Not So Giants: Mice Lacking Both Somatostatin and Cortistatin Have High GH Levels but Show No Changes in Growth Rate or IGF-1 Levels

Male Mice, Knockout 0303 health sciences Neuropeptides Hypothalamus Growth Hormone-Releasing Hormone Real-Time Polymerase Chain Reaction Mice 03 medical and health sciences Liver Animals Female Insulin-Like Growth Factor I Somatostatin
DOI: 10.1210/en.2015-1132 Publication Date: 2015-04-01T16:04:52Z
ABSTRACT
Abstract Somatostatin (SST) and cortistatin (CORT) are two highly related neuropeptides involved in the regulation of various endocrine secretions.
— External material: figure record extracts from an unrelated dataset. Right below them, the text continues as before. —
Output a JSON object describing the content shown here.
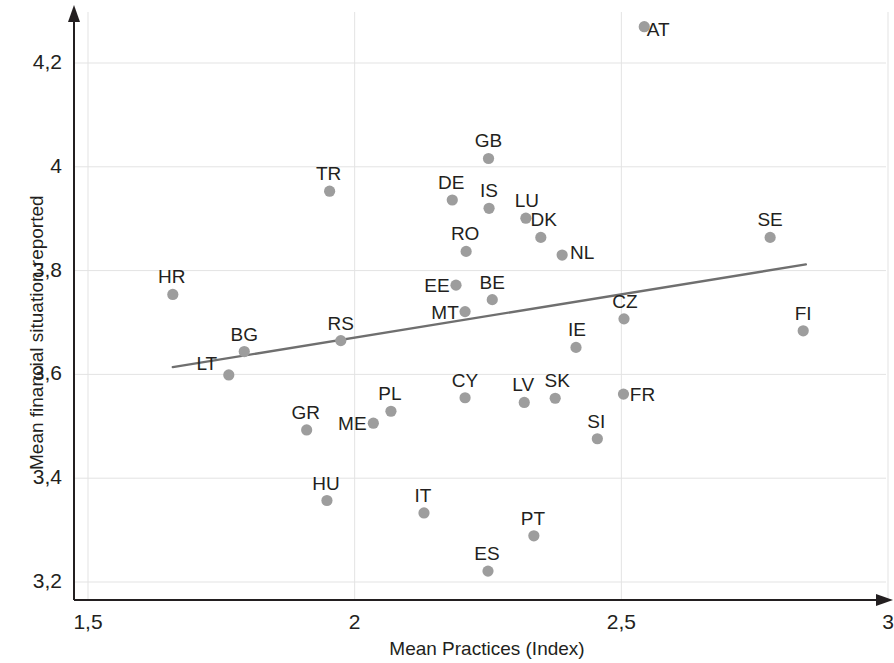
{
  "chart_data": {
    "type": "scatter",
    "title": "",
    "xlabel": "Mean Practices (Index)",
    "ylabel": "Mean financial situation reported",
    "xlim": [
      1.5,
      3.0
    ],
    "ylim": [
      3.2,
      4.3
    ],
    "xticks": [
      "1,5",
      "2",
      "2,5",
      "3"
    ],
    "xtick_values": [
      1.5,
      2.0,
      2.5,
      3.0
    ],
    "yticks": [
      "3,2",
      "3,4",
      "3,6",
      "3,8",
      "4",
      "4,2"
    ],
    "ytick_values": [
      3.2,
      3.4,
      3.6,
      3.8,
      4.0,
      4.2
    ],
    "grid": true,
    "legend": "none",
    "point_color": "#9d9d9d",
    "line_color": "#6f6f6f",
    "axis_color": "#231f20",
    "grid_color": "#e3e3e3",
    "points": [
      {
        "label": "AT",
        "x": 2.543,
        "y": 4.27,
        "lx": 14,
        "ly": 1
      },
      {
        "label": "GB",
        "x": 2.251,
        "y": 4.016,
        "lx": 0,
        "ly": -19
      },
      {
        "label": "TR",
        "x": 1.953,
        "y": 3.953,
        "lx": -1,
        "ly": -19
      },
      {
        "label": "DE",
        "x": 2.183,
        "y": 3.936,
        "lx": -1,
        "ly": -19
      },
      {
        "label": "IS",
        "x": 2.252,
        "y": 3.92,
        "lx": 0,
        "ly": -19
      },
      {
        "label": "LU",
        "x": 2.321,
        "y": 3.901,
        "lx": 1,
        "ly": -19
      },
      {
        "label": "DK",
        "x": 2.349,
        "y": 3.864,
        "lx": 3,
        "ly": -19
      },
      {
        "label": "SE",
        "x": 2.779,
        "y": 3.864,
        "lx": 0,
        "ly": -19
      },
      {
        "label": "RO",
        "x": 2.209,
        "y": 3.837,
        "lx": -1,
        "ly": -19
      },
      {
        "label": "NL",
        "x": 2.389,
        "y": 3.83,
        "lx": 20,
        "ly": -4
      },
      {
        "label": "HR",
        "x": 1.659,
        "y": 3.754,
        "lx": -1,
        "ly": -19
      },
      {
        "label": "BE",
        "x": 2.258,
        "y": 3.744,
        "lx": 0,
        "ly": -19
      },
      {
        "label": "EE",
        "x": 2.19,
        "y": 3.772,
        "lx": -19,
        "ly": -1
      },
      {
        "label": "MT",
        "x": 2.207,
        "y": 3.721,
        "lx": -20,
        "ly": -1
      },
      {
        "label": "CZ",
        "x": 2.505,
        "y": 3.707,
        "lx": 1,
        "ly": -19
      },
      {
        "label": "FI",
        "x": 2.841,
        "y": 3.684,
        "lx": 0,
        "ly": -19
      },
      {
        "label": "RS",
        "x": 1.974,
        "y": 3.665,
        "lx": 0,
        "ly": -19
      },
      {
        "label": "IE",
        "x": 2.415,
        "y": 3.652,
        "lx": 1,
        "ly": -19
      },
      {
        "label": "BG",
        "x": 1.793,
        "y": 3.644,
        "lx": 0,
        "ly": -19
      },
      {
        "label": "LT",
        "x": 1.764,
        "y": 3.599,
        "lx": -22,
        "ly": -13
      },
      {
        "label": "FR",
        "x": 2.504,
        "y": 3.562,
        "lx": 19,
        "ly": -1
      },
      {
        "label": "CY",
        "x": 2.207,
        "y": 3.555,
        "lx": 0,
        "ly": -19
      },
      {
        "label": "SK",
        "x": 2.376,
        "y": 3.554,
        "lx": 2,
        "ly": -19
      },
      {
        "label": "LV",
        "x": 2.318,
        "y": 3.546,
        "lx": -1,
        "ly": -19
      },
      {
        "label": "PL",
        "x": 2.068,
        "y": 3.529,
        "lx": -1,
        "ly": -19
      },
      {
        "label": "ME",
        "x": 2.035,
        "y": 3.506,
        "lx": -21,
        "ly": -1
      },
      {
        "label": "GR",
        "x": 1.91,
        "y": 3.493,
        "lx": -1,
        "ly": -19
      },
      {
        "label": "SI",
        "x": 2.455,
        "y": 3.476,
        "lx": -1,
        "ly": -19
      },
      {
        "label": "HU",
        "x": 1.948,
        "y": 3.357,
        "lx": -1,
        "ly": -19
      },
      {
        "label": "IT",
        "x": 2.13,
        "y": 3.333,
        "lx": -1,
        "ly": -19
      },
      {
        "label": "PT",
        "x": 2.336,
        "y": 3.289,
        "lx": -1,
        "ly": -19
      },
      {
        "label": "ES",
        "x": 2.25,
        "y": 3.221,
        "lx": -1,
        "ly": -19
      }
    ],
    "trendline": {
      "x0": 1.659,
      "y0": 3.614,
      "x1": 2.846,
      "y1": 3.812
    }
  }
}
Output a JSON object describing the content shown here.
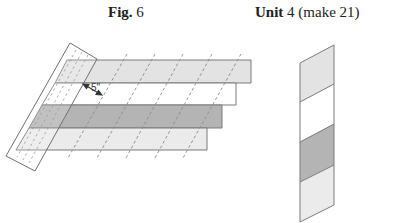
{
  "figure": {
    "title_bold": "Fig.",
    "title_num": "6",
    "measurement_label": "5\"",
    "strips": [
      {
        "color": "#e3e3e3",
        "x_left_top": 67,
        "x_right": 251,
        "y_top": 60,
        "y_bottom": 83
      },
      {
        "color": "#ffffff",
        "x_left_top": 55,
        "x_right": 236,
        "y_top": 83,
        "y_bottom": 105
      },
      {
        "color": "#b4b4b4",
        "x_left_top": 42,
        "x_right": 222,
        "y_top": 105,
        "y_bottom": 128
      },
      {
        "color": "#ebebeb",
        "x_left_top": 29,
        "x_right": 207,
        "y_top": 128,
        "y_bottom": 150
      }
    ],
    "cut_lines_count": 5
  },
  "unit": {
    "title_bold": "Unit",
    "title_rest": "4 (make 21)",
    "segments": [
      {
        "color": "#e3e3e3"
      },
      {
        "color": "#ffffff"
      },
      {
        "color": "#b4b4b4"
      },
      {
        "color": "#ebebeb"
      }
    ]
  },
  "colors": {
    "outline": "#7a7a7a",
    "dash": "#8a8a8a"
  }
}
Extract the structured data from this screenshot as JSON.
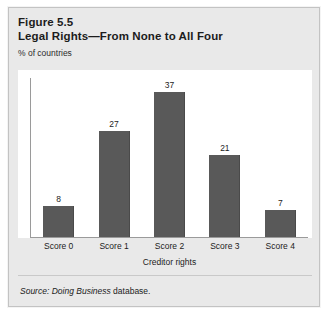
{
  "figure": {
    "number": "Figure 5.5",
    "title": "Legal Rights—From None to All Four",
    "unit_label": "% of countries",
    "source": {
      "label": "Source:",
      "database": "Doing Business",
      "tail": "database."
    }
  },
  "colors": {
    "bar_fill": "#595959",
    "bar_edge": "#4a4a4a",
    "panel_background": "#ffffff",
    "figure_background": "#e9e9e9",
    "figure_border": "#c3c3c3",
    "axis_line": "#9a9a9a",
    "text": "#1c1c1c"
  },
  "chart_data": {
    "type": "bar",
    "title": "Legal Rights—From None to All Four",
    "subtitle": "Figure 5.5",
    "categories": [
      "Score 0",
      "Score 1",
      "Score 2",
      "Score 3",
      "Score 4"
    ],
    "values": [
      8,
      27,
      37,
      21,
      7
    ],
    "xlabel": "Creditor rights",
    "ylabel": "% of countries",
    "ylim": [
      0,
      40
    ],
    "grid": false,
    "legend": false,
    "data_labels": true
  }
}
In particular, SST CORT primary negative regulators GH secretion. Consequently, single or knockout mice exhibit elevated levels; however, this does not lead to increased IGF-1 levels somatic growth. This apparent lack correspondence has been suggested result from compensatory mechanisms between both peptides. To test hypothesis, study we explored, for first time, consequences simultaneously deleting endogenous by generating a double SST/CORT mouse model exploring its metabolic phenotype. Our results demonstrate that simultaneous deletion induced drastic elevation levels, which, surprisingly, did changes growth rate suggesting existence additional factors/systems that, absence CORT, could counteract actions. Notably, circulating were accompanied pituitary expression alterations main (GHRH ghrelin) their receptors receptor, GHS receptors) at hypothalamic level. However, although double-SST/CORT male exhibited normal glucose insulin they had improved sensitivity compared with control mice. Therefore, these suggest an intricate interplay among known (SST/CORT), likely unknown, inhibitory components GH/IGF-1 axis regulate glucose/insulin homeostasis.